Lacking the sexual confidence of her sibling, Sadie’s adolescence is a bumpy one. She’s disturbed by Sophie’s actions, which include drug use during her pregnancy. Her own visits to various therapists soon become a source of weary distaste. “’That must have been very difficult for you,’ he said when I was done. They always say stuff like that. ‘This must hurt.’ …Yeah, yeah, boo hoo.”

Willy’s appeal to women may be a mystery, but Heller is deftly manages to elicit sympathy for him. As he describes Oona depression and drinking, his difficulties with the role of fatherhood, and, most movingly, the good memories of early family life, a time of little money but enough happiness, we come to understand why, like Audrey in The Believers, he’s become so embittered. While his continued bad behavior makes complete forgiveness is impossible, we still feel a glimmer of fellow feeling. Willy is mightily flawed, but he’s not incapable of loving other people: he is a human being.

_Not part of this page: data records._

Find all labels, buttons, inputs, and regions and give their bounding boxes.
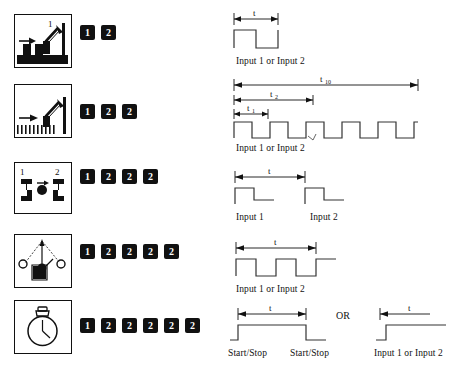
dim-sub-t1: 1 [252,108,255,114]
caption-row-3-right: Input 2 [310,212,338,222]
diagram-sheet: 1 1 2 t Input 1 or Input 2 [0,0,457,365]
badge: 1 [80,318,95,333]
caption-row-5-right: Input 1 or Input 2 [374,348,443,358]
badge: 2 [164,244,179,259]
badge: 1 [80,104,95,119]
badge: 2 [101,104,116,119]
dim-label-t2: t [270,89,273,99]
part-on-conveyor-sensor-icon: 1 [15,15,70,66]
badge: 2 [122,169,137,184]
waveform-row-5-right: t [374,302,457,346]
pendulum-swing-sensor-icon [15,235,70,286]
waveform-row-2: t 10 t 2 t 1 [228,74,450,142]
badge: 2 [122,244,137,259]
badge-group-row-5: 1 2 2 2 2 2 [80,318,200,333]
badge: 1 [80,25,95,40]
icon-box-row-5 [14,300,72,354]
badge: 2 [101,25,116,40]
badge-group-row-3: 1 2 2 2 [80,169,158,184]
dim-label-t: t [274,237,277,247]
icon-number-left: 1 [20,167,25,177]
dim-label-t: t [269,303,272,313]
icon-box-row-3: 1 2 [14,162,72,214]
or-label: OR [336,310,350,321]
stopwatch-icon [15,301,70,352]
dim-label-t: t [408,303,411,313]
waveform-row-3: t [228,166,448,211]
badge: 2 [101,318,116,333]
icon-box-row-2 [14,84,72,138]
badge: 1 [80,244,95,259]
dim-sub-t2: 2 [275,94,278,100]
two-sensor-gate-icon: 1 2 [15,163,70,212]
icon-box-row-4 [14,234,72,288]
badge: 2 [185,318,200,333]
badge: 2 [143,169,158,184]
badge: 2 [164,318,179,333]
icon-number-right: 2 [55,167,60,177]
dim-label-t: t [253,8,256,18]
dim-label-t10: t [320,74,323,84]
badge-group-row-1: 1 2 [80,25,116,40]
badge: 2 [101,169,116,184]
dim-label-t1: t [247,103,250,113]
badge-group-row-4: 1 2 2 2 2 [80,244,179,259]
caption-row-4: Input 1 or Input 2 [236,284,305,294]
icon-box-row-1: 1 [14,14,72,68]
caption-row-1: Input 1 or Input 2 [236,56,305,66]
badge: 2 [122,104,137,119]
badge: 2 [143,318,158,333]
waveform-row-1: t [228,8,448,56]
icon-number-1: 1 [48,19,53,29]
caption-row-5-stop: Start/Stop [290,348,329,358]
badge: 1 [80,169,95,184]
badge-group-row-2: 1 2 2 [80,104,137,119]
dim-label-t: t [268,166,271,176]
badge: 2 [101,244,116,259]
badge: 2 [143,244,158,259]
caption-row-5-start: Start/Stop [228,348,267,358]
dim-sub-t10: 10 [325,79,331,85]
badge: 2 [122,318,137,333]
waveform-row-5-left: t [228,302,348,346]
caption-row-2: Input 1 or Input 2 [236,143,305,153]
toothed-rack-sensor-icon [15,85,70,136]
waveform-row-4: t [228,236,448,282]
caption-row-3-left: Input 1 [236,212,264,222]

Sadie leaves Margaret’s home, joining Sophie, Nial, and baby Jack in a squat, which she admits “isn’t very nice.” Depressed and adrift, passive, she fall for a married man who treats her abominably. Yet she becomes increasingly obsessed with him.

In Mexico, Willy manages to find trouble even when he should be working. His romantic life is a mess. Hans Stumpel is just down the road in another, fancier resort, and would very much like changes to Willy’s screenplay that add lots of meaningless action while completely altering the story. Sadie’s diary casts Willy back in time, reliving his childhood with his highly strung, German-born mother, whose marriage to Willy’s father Hermann, a Jew, meant the family was forced to move about Europe before settling in England. Hermann dies abruptly, leaving his wife with two small, half-Jewish children who are left to raise themselves.

Willy’s aged mother dies, and he flies to England, ostensibly to help Monika clean out their mother’s home. He also plans to try and visit Sophie.

Even with Penny at his side, the visit is a disaster. Monika is kindly and helpful, as always, but Sophie has voluntarily sunken into squalor. Nial is a serious addict. Jack is already in therapy for hyperactivity. After a painfully awkward visit with Willy, Sophie once demands money, and receives it gracelessly. Any hoped-for rapprochement is lost. Cleaning out his mother’s apartment isn’t much better. Willy hightails it back to the States, where he learns his finances are severely dwindling.

Sadie has become pregnant by her married lover, Michael, who mercilessly insists on abortion while cruelly noting her “fat fingers” and swollen feet. When she decides to keep the child, he abandons her.

Despite his financial woes, Willy returns to the overpriced Mexican villa. Mayhem has ensued in his absence, and after a series of blunders, Willy comes to terms with himself, the truth of his life, and the need to take responsibility for himself. Of Heller’s three novels, this first one offers a chance at redemption her other two works do not. There’s some happiness to be found at the close of The Believers, but it doesn’t come close to Willy’s voluntary efforts to make amends. hether this is a statement about Heller’s progress as a writer or her changing views on the possibly of atonement remains to be seen.